The Desert Sky Before Us

 

Review by Gabriela V. Everett

Award-winning author Anne Valente is not afraid to confront the aches of life; her novels explore tragedy on both personal and social scales. The Desert Sky Before Us follows two sisters, Rhiannon and Billie — a former race car driver and arsonist —who take to the highways in a journey to scatter their mother’s ashes in Utah. Their mother, having passed away three months before Billie’s release, leaves them instructions and geographic coordinates to visit as they travel, leaving clues as to her motivation for sending them on their trip.

The book opens with Rhiannon in her Mustang, waiting for Billie to be released from Decatur Correctional Facility. It is both the aftermath of loss and the start of reconnection, as Rhiannon has not seen Billie in six years. Valente creates a pensive mood as former correctional inmates wait for rides that may never come to homes they no longer know — all while Rhiannon drifts in and out of how her sister has been changed by her incarceration.

 Various documents bookend chapters: notes on nature preserves, an interview with Rhiannon after a NASCAR race, and articles questioning a string of mysterious plane crashes. These snippets highlight the emotional nuance Valente uses in her work, and it reads akin to poetry.

 Forgiveness comes to the forefront of the work, and the distance between Rhiannon and Billie is summed up: “Rhiannon knows the word sorry will never find its way from Billie’s throat. . . .” In pursuit of closure regarding their mother’s death, they equally face the same concerning themselves and their truths.

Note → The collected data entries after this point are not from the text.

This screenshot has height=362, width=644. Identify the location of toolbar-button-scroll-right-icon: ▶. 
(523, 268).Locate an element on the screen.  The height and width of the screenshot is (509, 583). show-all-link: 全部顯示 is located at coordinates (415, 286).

 Valente writes with a prose-like structure, crafting lines that bite: “He could turn away. Go home. Call her ugly. Call her worse.”

 Her style generates an atmosphere of disconnect for the characters — fitting, given they have all been separated for long periods. Dialogue exists without quotations, similar to a description or recollection. It emphasizes their slow-to-heal journey, and by the end of the book, the sisters find a quiet unity.

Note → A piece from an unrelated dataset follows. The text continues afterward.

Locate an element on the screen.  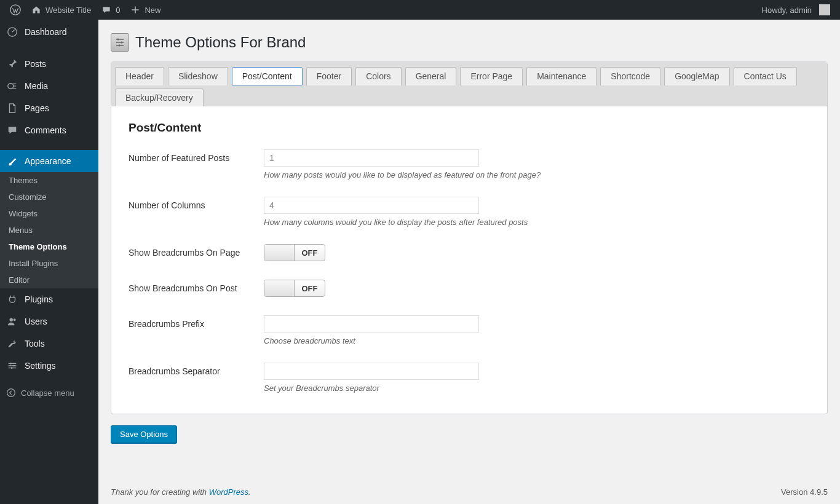
comments-count: 0 is located at coordinates (118, 10).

 These characters are lovingly flawed; they are human, motivated by their desires and occasionally hurting each other with their drive. They are sketches of people you could encounter in a coffee shop — real, trying their best to reconstruct their lives and stay afloat in a world that offers more questions than answers.

The Desert Sky Before Us is a hybrid. Its form allows room for large metaphors and reader interpretation and makes you hunt for answers, much like Rhiannon and Billie as they scavenge for their mother’s clues on the road. The book is not a handbook or simple slice of life but a peek into the endurance it takes to find peace after you have been aching alone.